• What you need to do: Write out the following listing's lines from the one with "Describe the element at coordinates (726, 819)" to the one with "The width and height of the screenshot is (1738, 977).", exactly, with both included and no others.

• Data to use:
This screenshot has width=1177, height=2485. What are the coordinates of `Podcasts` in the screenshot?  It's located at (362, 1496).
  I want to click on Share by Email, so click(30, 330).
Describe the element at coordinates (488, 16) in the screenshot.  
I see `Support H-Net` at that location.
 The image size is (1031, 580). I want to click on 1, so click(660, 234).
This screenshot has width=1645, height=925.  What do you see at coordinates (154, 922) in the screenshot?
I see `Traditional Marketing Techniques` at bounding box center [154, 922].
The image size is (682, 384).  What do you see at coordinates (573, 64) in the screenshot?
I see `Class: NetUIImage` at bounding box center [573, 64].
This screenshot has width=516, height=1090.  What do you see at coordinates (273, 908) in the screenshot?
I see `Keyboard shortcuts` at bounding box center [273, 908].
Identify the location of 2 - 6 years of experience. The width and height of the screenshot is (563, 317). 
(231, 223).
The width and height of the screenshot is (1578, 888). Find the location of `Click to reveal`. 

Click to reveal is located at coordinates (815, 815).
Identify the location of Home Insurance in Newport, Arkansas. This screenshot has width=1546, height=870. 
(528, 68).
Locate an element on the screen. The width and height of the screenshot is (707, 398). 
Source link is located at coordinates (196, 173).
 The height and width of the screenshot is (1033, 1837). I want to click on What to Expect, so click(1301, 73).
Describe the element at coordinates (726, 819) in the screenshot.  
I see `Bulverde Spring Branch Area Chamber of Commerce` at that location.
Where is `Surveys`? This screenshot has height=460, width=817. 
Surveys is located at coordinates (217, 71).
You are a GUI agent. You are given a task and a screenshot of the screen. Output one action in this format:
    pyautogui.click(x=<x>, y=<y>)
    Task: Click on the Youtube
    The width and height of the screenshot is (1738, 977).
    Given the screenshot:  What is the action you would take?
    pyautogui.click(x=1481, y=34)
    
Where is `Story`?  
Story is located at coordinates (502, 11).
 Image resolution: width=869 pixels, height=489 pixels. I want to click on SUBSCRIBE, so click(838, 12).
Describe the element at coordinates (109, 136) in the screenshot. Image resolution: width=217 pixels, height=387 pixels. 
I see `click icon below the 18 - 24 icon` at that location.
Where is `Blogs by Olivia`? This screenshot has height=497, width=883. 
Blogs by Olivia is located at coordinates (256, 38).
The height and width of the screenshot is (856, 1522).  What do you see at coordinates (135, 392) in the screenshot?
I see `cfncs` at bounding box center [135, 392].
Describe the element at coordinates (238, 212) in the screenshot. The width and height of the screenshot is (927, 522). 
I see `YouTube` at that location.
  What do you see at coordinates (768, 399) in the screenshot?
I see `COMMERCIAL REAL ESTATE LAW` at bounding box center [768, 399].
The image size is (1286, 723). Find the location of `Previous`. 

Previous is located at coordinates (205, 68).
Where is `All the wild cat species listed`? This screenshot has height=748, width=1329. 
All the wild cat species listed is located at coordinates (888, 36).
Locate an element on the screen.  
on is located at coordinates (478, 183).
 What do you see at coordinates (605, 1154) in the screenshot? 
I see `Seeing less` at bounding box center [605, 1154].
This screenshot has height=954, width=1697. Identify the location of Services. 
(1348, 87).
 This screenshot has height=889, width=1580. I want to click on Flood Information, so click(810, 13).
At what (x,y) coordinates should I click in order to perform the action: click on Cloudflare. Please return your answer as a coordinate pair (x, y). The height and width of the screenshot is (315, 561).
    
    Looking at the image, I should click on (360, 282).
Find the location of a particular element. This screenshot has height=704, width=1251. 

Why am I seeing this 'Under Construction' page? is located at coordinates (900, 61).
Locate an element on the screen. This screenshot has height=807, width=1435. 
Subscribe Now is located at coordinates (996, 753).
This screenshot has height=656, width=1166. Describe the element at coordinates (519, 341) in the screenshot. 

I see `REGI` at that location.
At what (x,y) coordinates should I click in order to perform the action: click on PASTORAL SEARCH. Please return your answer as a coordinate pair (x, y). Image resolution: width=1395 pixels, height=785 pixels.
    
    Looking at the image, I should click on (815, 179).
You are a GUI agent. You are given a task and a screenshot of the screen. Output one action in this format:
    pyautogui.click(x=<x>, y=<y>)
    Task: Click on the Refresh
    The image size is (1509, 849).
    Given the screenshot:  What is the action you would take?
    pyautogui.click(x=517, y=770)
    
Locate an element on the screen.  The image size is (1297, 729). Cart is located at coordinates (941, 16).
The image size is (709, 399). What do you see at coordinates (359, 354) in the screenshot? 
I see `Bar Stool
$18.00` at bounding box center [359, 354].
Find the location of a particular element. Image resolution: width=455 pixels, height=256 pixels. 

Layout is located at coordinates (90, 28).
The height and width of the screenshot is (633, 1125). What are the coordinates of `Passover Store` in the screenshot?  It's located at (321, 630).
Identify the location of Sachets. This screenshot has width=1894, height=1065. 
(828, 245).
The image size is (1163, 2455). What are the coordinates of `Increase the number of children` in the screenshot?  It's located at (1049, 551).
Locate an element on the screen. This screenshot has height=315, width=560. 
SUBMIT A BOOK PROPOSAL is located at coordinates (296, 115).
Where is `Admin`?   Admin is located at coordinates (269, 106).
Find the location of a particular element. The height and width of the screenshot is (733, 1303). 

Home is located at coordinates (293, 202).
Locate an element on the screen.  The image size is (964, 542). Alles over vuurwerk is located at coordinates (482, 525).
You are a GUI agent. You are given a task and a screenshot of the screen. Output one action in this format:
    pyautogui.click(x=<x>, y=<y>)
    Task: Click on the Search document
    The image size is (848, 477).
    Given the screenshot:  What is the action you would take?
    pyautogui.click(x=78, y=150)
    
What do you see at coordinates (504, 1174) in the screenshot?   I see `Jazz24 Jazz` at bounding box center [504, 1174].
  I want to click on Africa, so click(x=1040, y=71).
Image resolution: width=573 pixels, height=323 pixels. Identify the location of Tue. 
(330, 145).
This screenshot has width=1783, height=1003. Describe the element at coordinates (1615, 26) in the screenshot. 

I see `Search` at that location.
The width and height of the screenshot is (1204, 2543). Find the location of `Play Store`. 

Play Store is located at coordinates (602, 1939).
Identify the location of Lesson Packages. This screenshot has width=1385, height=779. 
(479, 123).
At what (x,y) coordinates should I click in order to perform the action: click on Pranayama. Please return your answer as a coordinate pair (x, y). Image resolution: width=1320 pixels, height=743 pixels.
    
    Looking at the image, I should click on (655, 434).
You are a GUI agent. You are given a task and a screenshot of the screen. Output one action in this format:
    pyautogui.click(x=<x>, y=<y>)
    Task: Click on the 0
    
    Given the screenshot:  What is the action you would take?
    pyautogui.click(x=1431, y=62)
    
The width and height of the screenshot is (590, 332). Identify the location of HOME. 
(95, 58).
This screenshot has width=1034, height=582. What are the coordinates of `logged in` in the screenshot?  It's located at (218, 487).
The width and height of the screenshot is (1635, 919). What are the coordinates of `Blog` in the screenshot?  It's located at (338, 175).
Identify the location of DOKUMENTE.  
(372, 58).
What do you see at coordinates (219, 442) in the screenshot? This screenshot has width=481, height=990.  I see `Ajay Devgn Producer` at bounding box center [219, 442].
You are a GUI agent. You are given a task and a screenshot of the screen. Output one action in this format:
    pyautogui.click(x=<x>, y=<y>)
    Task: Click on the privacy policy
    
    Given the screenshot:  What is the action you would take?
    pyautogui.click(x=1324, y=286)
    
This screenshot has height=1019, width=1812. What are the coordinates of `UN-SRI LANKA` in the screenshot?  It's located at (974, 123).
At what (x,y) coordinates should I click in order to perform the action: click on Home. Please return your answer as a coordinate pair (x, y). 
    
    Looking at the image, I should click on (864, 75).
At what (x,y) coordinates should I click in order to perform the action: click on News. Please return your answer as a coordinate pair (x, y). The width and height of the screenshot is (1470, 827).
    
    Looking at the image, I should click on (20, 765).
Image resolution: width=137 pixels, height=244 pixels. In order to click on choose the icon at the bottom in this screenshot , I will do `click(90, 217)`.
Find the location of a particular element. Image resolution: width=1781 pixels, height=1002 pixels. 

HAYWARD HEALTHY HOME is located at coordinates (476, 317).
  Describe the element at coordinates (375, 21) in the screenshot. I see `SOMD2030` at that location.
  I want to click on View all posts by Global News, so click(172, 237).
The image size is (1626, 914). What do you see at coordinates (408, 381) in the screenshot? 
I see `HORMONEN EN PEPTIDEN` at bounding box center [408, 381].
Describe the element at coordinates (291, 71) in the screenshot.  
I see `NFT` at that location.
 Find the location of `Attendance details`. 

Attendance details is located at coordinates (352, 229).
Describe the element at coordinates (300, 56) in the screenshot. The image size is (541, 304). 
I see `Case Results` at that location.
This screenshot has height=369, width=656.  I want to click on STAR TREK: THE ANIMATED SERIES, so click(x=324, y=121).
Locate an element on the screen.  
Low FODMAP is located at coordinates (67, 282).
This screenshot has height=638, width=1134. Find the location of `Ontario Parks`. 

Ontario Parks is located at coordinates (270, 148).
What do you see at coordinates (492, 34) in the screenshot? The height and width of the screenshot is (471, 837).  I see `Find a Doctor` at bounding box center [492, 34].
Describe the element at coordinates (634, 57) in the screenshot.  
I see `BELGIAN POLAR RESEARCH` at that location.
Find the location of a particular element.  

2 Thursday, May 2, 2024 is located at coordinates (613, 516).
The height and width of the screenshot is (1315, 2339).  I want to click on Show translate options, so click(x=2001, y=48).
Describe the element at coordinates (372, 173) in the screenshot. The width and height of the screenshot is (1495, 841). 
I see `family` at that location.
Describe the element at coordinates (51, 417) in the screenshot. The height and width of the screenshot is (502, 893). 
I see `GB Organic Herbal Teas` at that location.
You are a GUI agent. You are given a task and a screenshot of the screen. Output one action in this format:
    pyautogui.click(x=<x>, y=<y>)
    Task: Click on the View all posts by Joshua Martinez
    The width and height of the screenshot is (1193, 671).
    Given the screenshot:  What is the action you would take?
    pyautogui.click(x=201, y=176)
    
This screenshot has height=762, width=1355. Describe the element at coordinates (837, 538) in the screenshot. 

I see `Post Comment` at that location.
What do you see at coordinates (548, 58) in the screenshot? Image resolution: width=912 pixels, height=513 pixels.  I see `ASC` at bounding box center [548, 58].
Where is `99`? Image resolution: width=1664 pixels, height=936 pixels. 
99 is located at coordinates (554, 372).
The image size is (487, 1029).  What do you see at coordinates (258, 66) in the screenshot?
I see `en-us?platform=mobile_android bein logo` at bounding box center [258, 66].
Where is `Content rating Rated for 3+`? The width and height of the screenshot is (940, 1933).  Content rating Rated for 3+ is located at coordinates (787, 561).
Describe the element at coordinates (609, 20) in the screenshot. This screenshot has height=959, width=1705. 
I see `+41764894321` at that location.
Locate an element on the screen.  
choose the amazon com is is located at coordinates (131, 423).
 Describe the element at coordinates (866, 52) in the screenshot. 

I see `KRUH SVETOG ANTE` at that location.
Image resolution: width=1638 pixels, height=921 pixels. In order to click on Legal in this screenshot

• Solution to this problem:
Describe the element at coordinates (726, 819) in the screenshot.  
I see `Bulverde Spring Branch Area Chamber of Commerce` at that location.
Where is `Surveys`? This screenshot has height=460, width=817. 
Surveys is located at coordinates (217, 71).
You are a GUI agent. You are given a task and a screenshot of the screen. Output one action in this format:
    pyautogui.click(x=<x>, y=<y>)
    Task: Click on the Youtube
    The width and height of the screenshot is (1738, 977).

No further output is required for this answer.